If($state.myproperty){$true} Else {$false}
True

I don't understand why it registers as a boolean false, for purposes of the control, but I cannot reference it as such in code.

Please school me on what I'm missing.

EDIT I've come to understand Powershell will register any string over 0 characters as true. However, I'm still curious as to why when bound to a control property, this doesn't seem to be an issue.

EDIT2 I worked around this by not actually setting a default value in the JSON and simply setting the $state.myproperty to $false near the beginning of the script and set it to $true when my condition required.

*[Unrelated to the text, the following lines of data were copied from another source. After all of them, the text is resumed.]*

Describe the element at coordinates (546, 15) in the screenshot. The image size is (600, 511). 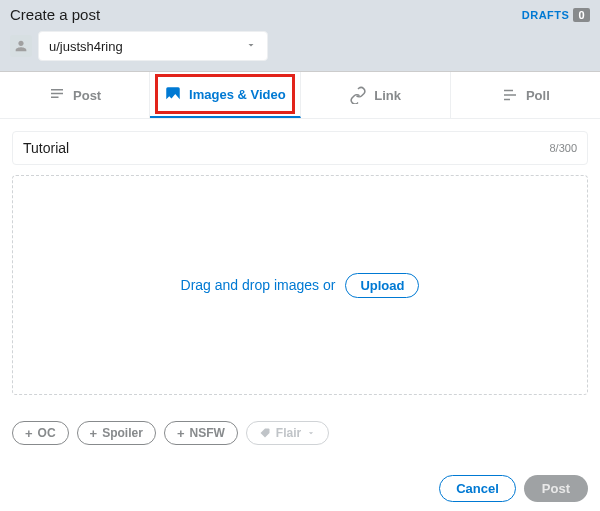
I see `drafts-label: DRAFTS` at that location.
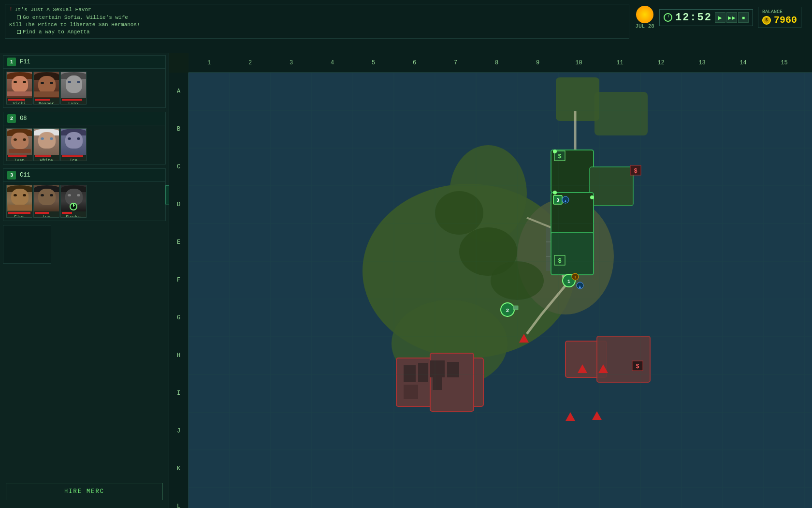  Describe the element at coordinates (620, 63) in the screenshot. I see `col-header-11: 11` at that location.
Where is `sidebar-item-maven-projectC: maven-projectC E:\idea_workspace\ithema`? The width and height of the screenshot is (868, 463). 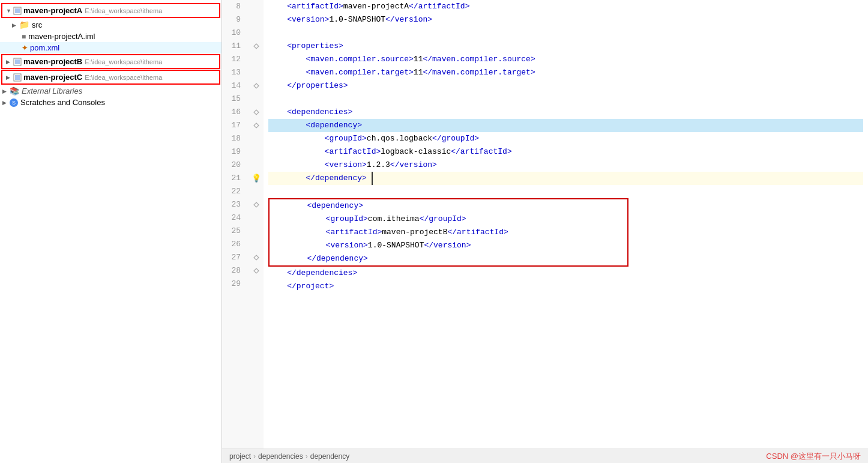 sidebar-item-maven-projectC: maven-projectC E:\idea_workspace\ithema is located at coordinates (110, 77).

Again still curious as to why the control binding properly evaluates the string "false". Also if I wanted to initialize this in JSON, can you do so without use of quotes? E.g. "myproperty":false ?

1 Answer 1

4

On the JSON side:

  • false and true - note the absence of quoting - are Boolean JSON values that represent the values their names imply.

  • By contrast, "false" and "true" are JSON strings whose value happens to be false and true, respectively - a string value has no intrinsic meaning, except by convention that the consumer of a JSON document must be aware of.

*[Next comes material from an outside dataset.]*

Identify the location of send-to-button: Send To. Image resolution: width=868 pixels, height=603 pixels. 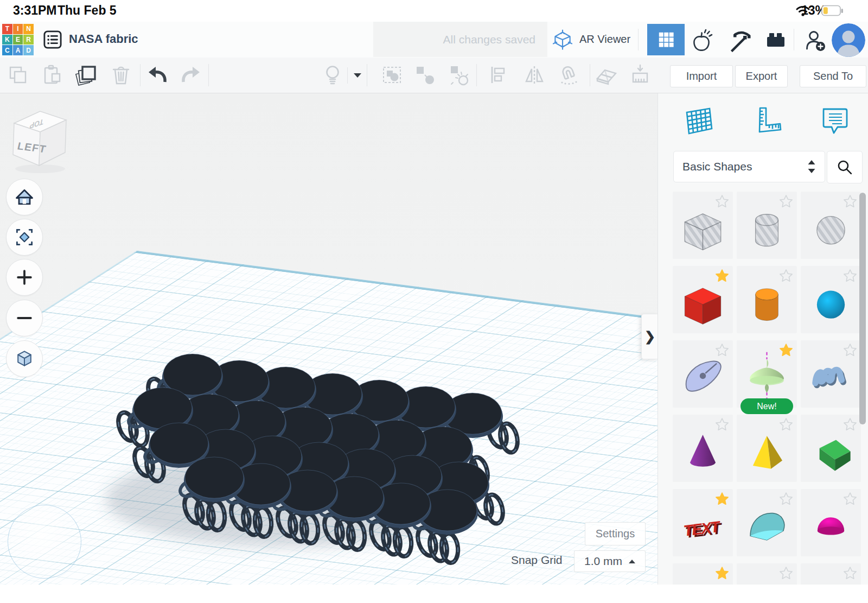
(833, 76).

    • (An example of such a convention is that ConvertTo-Json and ConvertFrom-Json use specially formatted strings such as "2022-06-27T15:31:38.935539-04:00" to represent date/time ([datetime]) values, to compensate for the absence of a date/time data type in JSON itself - see this answer)

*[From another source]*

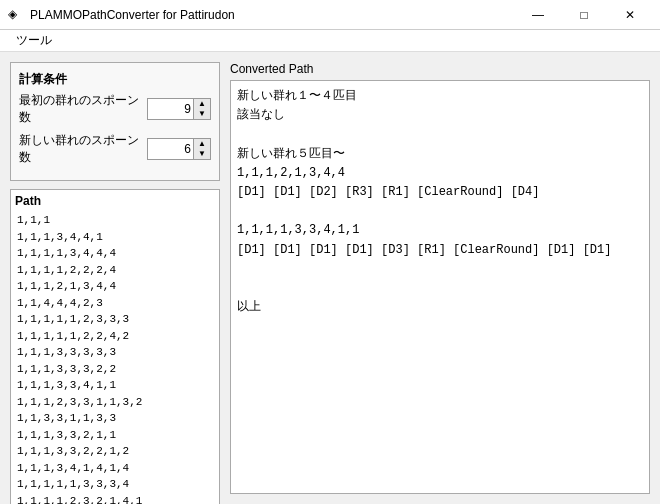 This screenshot has height=504, width=660. What do you see at coordinates (584, 15) in the screenshot?
I see `title-bar-controls: — □ ✕` at bounding box center [584, 15].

Thus, you should use the following to create an object whose .myproperty value contains an actual Boolean value - note that false is unquoted:

$DataObject =  ConvertFrom-Json @"
{
    "myproperty": false
}
"@

Generally, aside from strings, which are always double-quoted (e.g., "foo"), JSON supports the following unquoted primitive data types as values:

  • Booleans: true and false
  • Null values: null
  • Numbers: e.g., 42, -42, 1.0 and 1e2
    • Note: The standard doesn't permit prefix + or .1 as shorthand for 0.1, and supports decimal number representations only; specific implementations, however, may be less strict.

On the PowerShell / .NET side:

PowerShell's ConvertFrom-Json maps these values to their analogous .NET data types, [string] (System.String) and [bool] (System.Boolean):

(' false ' | ConvertFrom-Json).GetType().FullName   # -> System.Boolean
# vs. 
(' "false" ' | ConvertFrom-Json).GetType().FullName # -> System.String

In terms of interpreting these values as Booleans, this means:

  • Only unquoted false and true values map directly onto their [bool] counterparts (expressed as $false and $true in PowerShell).

  • As you've observed, when PowerShell evaluates a string in a Boolean context, it considers any non-empty string $true, irrespective of its content, so that [bool] "false" yields $true as well.

    • If you're dealing with string that you know to contain either "true" or "false" (or any case variation thereof) and you want to parse it as a Boolean, use the [bool]::Parse() method; e.g., [bool]::Parse("false") yields $false, as intended.
  • PowerShell generally implements its own, automatic to-Boolean conversions[1] (such as the one described above), which do not apply to .NET APIs.

    • Given that .NET has no built-in string-to-Boolean conversion, it is up to the DataContext type to interpret strings as Booleans, though the use of [bool]::Parse() is a logical candidate (in C# syntax, e.g.: bool.Parse("false"))

[1] For a summary of the conversion rules, see the bottom section of this answer.